The informant worked as a nurse in South Carolina for almost a decade. Here, she recounts a way the nurses would try to ward off death from patients on their death beds.
T: The first one I can think about is in nursing. When, um, I know this sounds terrible, but in nursing when a patient who would not be doing well, who would be passing away, and dying, the nurses would go into their rooms and tie sheets to the corners of their bed. And supposedly that would keep them from dying until, at least– and keep them hanging on supposedly– so they wouldn’t die until later. At least until they were gone. So they wouldn’t die while they were there.
L: In the room with them?
T: Until the next shift, yeah.
L: Wait, is this a thing you did in the South or a thing you did in LA?
T: The South. I didn’t hear about it much here in LA.
L: It’s like, “Don’t die on my shift, please!”
T: Yeah, they would do it all the time. I would go in and find the corners tied to the bedsheets and I would have to reprimand them. Because families would come in and want to know why there would be, um– and mostly it was the nursing assistants. It wouldn’t be the nurses. And you know, I hate to say it, but, you know, the nursing assistants wouldn’t want to have to deal with the extra work and everything. So I would have to go reprimand the nursing assistants cause the families would come in like, “Why are the corners tied on the end of mama’s bed sheet?”
L: Wait, so how–? So they would tie a bed sheet to, like, the post?
T: No, no. You know how you have the top sheet and you have the fitted sheet? The top sheet, the corners on the sides, the corners on the ends. Where the corners are, they would tie a knot in all four corners. Supposedly that would keep the patient hanging on.
L: Oh, so they’d tie the sheet to itself?
T: No, no. All four corners, you know how when you take the sheet out of where its tucked in– you know how it hangs down before it’s tucked in? They would take that long sheet out and then they would tie a knot in it, in that corner and the knot would hang down. And a knot would hang down on the other corner, a knot would hang down on another corner. And all four corners would have a knot hanging on it.
And I would come in, and the family would come in and I’d be like, “Oh my God! They did it again!” It would make me so mad. And I would be like, trying to explain, “you have to understand, our nursing assistants have different beliefs. And they’re just trying to keep mama here as long as possible. And we understand we’re just trying to make her comfortable”. And it would be hospice patients too! People we were trying to make comfortable and let go. You know? And here they come, trying to look like they’re trying to hang onto them. Like, “No! Don’t do that!”
L: Do you remember if this was, like, a white person thing? Or like a black person thing? Or like a both?
T: It mostly was a black person thing, to be honest. So, um, there was a lot of education there. Especially on our hospice unit when I was involved with, um, being in charge of the hospice patients. I really had to do a lot of education and make sure the girls were not doing that. And have to really, really, “y’all can not do that with these patients”. That’s totally the opposite of what our goal is here. You could almost explain it like, “Oh, we’re just trying to make mama hang in there,” but it was really difficult on the hospice unit.
Thoughts:
The reason I asked the informant if this tradition was a white or black thing is because neighborhoods in the Deep South of the United States are still very much segregated based on race. While whites and blacks from the Deep South do share a unifying cultural identity, there are many differences and nuisances that distinctively the two. So I thought it important to know which community this this tradition came from.
Later, the informant agreed with me that this tradition would seem sweet on any other unit that the hospice unit. This tradition runs counter-intuitive to the purpose of a hospice unit.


What is the number of lines in this data that contain the word "Arts"? Give the number alone.

──────── Data under study ────────

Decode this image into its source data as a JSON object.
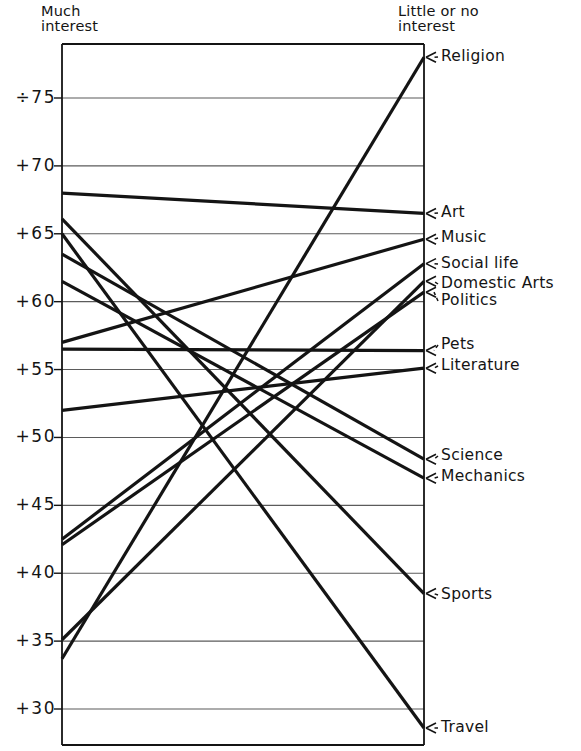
{
  "header": {
    "left_title_line1": "Much",
    "left_title_line2": "interest",
    "right_title_line1": "Little or no",
    "right_title_line2": "interest"
  },
  "chart_data": {
    "type": "line",
    "title": "",
    "subtitle": "",
    "xlabel": "",
    "ylabel": "",
    "x": [
      "Much interest",
      "Little or no interest"
    ],
    "ylim": [
      28,
      79
    ],
    "yticks": [
      30,
      35,
      40,
      45,
      50,
      55,
      60,
      65,
      70,
      75
    ],
    "ytick_labels": [
      "+30",
      "+35",
      "+40",
      "+45",
      "+50",
      "+55",
      "+60",
      "+65",
      "+70",
      "÷75"
    ],
    "grid": true,
    "legend": "right-annotations",
    "series": [
      {
        "name": "Religion",
        "values": [
          33.7,
          78.0
        ],
        "label_side": "right"
      },
      {
        "name": "Art",
        "values": [
          68.0,
          66.5
        ],
        "label_side": "right"
      },
      {
        "name": "Music",
        "values": [
          57.0,
          64.6
        ],
        "label_side": "right"
      },
      {
        "name": "Social life",
        "values": [
          42.5,
          62.8
        ],
        "label_side": "right"
      },
      {
        "name": "Domestic Arts",
        "values": [
          35.1,
          61.5
        ],
        "label_side": "right"
      },
      {
        "name": "Politics",
        "values": [
          42.1,
          60.7
        ],
        "label_side": "right"
      },
      {
        "name": "Pets",
        "values": [
          56.5,
          56.4
        ],
        "label_side": "right"
      },
      {
        "name": "Literature",
        "values": [
          52.0,
          55.1
        ],
        "label_side": "right"
      },
      {
        "name": "Science",
        "values": [
          63.5,
          48.4
        ],
        "label_side": "right"
      },
      {
        "name": "Mechanics",
        "values": [
          61.5,
          47.0
        ],
        "label_side": "right"
      },
      {
        "name": "Sports",
        "values": [
          66.1,
          38.5
        ],
        "label_side": "right"
      },
      {
        "name": "Travel",
        "values": [
          65.0,
          28.6
        ],
        "label_side": "right"
      }
    ]
  },
  "right_labels": [
    {
      "text": "Religion"
    },
    {
      "text": "Art"
    },
    {
      "text": "Music"
    },
    {
      "text": "Social life"
    },
    {
      "text": "Domestic  Arts"
    },
    {
      "text": "Politics"
    },
    {
      "text": "Pets"
    },
    {
      "text": "Literature"
    },
    {
      "text": "Science"
    },
    {
      "text": "Mechanics"
    },
    {
      "text": "Sports"
    },
    {
      "text": "Travel"
    }
  ],
  "axis": {
    "tick_75": "÷75",
    "tick_70": "+70",
    "tick_65": "+65",
    "tick_60": "+60",
    "tick_55": "+55",
    "tick_50": "+50",
    "tick_45": "+45",
    "tick_40": "+40",
    "tick_35": "+35",
    "tick_30": "+30"
  },
  "colors": {
    "ink": "#141414",
    "grid": "#5b5b5b",
    "frame": "#141414",
    "paper": "#ffffff"
  }
}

────────

**Exercise output:**
2